A Bird, a Plane … Men Jumping Off the ICA?


Cliff divingSteven LoBue dives from the ICA during a 2011 training session. (Photo courtesy of Red Bull)

U.S. diver Kent de Mond makes a pretty good case for why the Red Bull Cliff Diving World Series should be on your weekend agenda.

“People should come out any time you get to see some guys jumping off buildings,” he says.

He has a point. Watching the flips, twists, and turns of divers as they careen from the top of the Institute of Contemporary Art is a unique, breathtaking experience. This is only the second year that the Cliff Diving World Series will make a stop in Boston, but, considering last year’s crowd of 25,000, Saturday’s event promises to attract plenty of attention.
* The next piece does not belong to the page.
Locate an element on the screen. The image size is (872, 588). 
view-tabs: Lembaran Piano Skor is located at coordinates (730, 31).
The roster of high divers, which includes three Americans (Steven LoBue, Kent de Mond, and David Colturi) and others hailing from Mexico to Russia, will jump from a platform attached to the ICA’s roof, execute complex maneuvers, and end their dives with a splash into the Charles River. Their routines, scored by judges like former Olympic diving champion Greg Louganis, aren’t all too different from the London Olympics a couple weeks ago.
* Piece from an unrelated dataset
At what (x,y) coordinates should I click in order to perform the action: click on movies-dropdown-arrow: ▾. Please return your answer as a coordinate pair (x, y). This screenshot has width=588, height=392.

“It’s similar to Olympic diving,” says de Mond, who placed third in the 2011 Boston World Series. “It’s the same difficulty, only we’re adding flips and twists and height—it’s more technical.”
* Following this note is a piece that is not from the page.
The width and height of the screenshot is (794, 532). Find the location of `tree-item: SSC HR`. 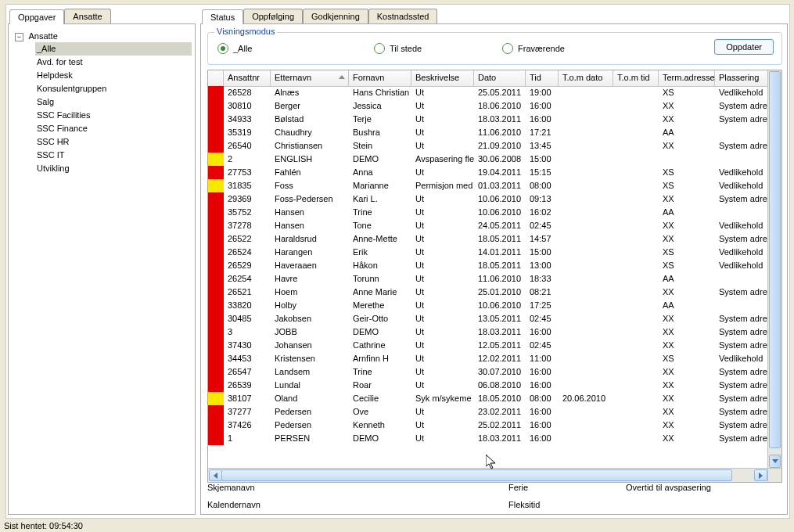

And when he says “height,” he really means height. The platform they will be diving from is 27 meters high—a steep (literally) difference from the 10-meter platform used in the Olympics. What’s going through the divers’ heads as they plunge from such a monstrous altitude?

Well, nothing.

“Once you take off from the platform, your body goes into autopilot, and the rest goes from there,” says LoBue, a fifth place finisher in Boston last year.

Though he blocks out the surrounding cityscape during his performance, LoBue is thrilled to visit Boston again during the 2012 world tour. Compared to the tour’s more remote locations—an uninhabited volcanic islet off shore of the Azores, an island off of Ireland’s west coast, a canon base in Corsica—an urban backdrop is certainly a change of pace, he says.

“An event like Boston is really fun,” he says. “Here you get the energy of the city and the enthusiasm of the crowd. It’s going to be a party-like atmosphere.”

Moral of the story? It’s not, “Please, try this at home.” It’s that if you see some guys falling from the sky, don’t panic. Grab your camera and join the party.

Free, August 25, 4 p.m., the Institute of Contemporary Art, 100 Northern Ave., Boston, 617-478-3100, icaboston.org.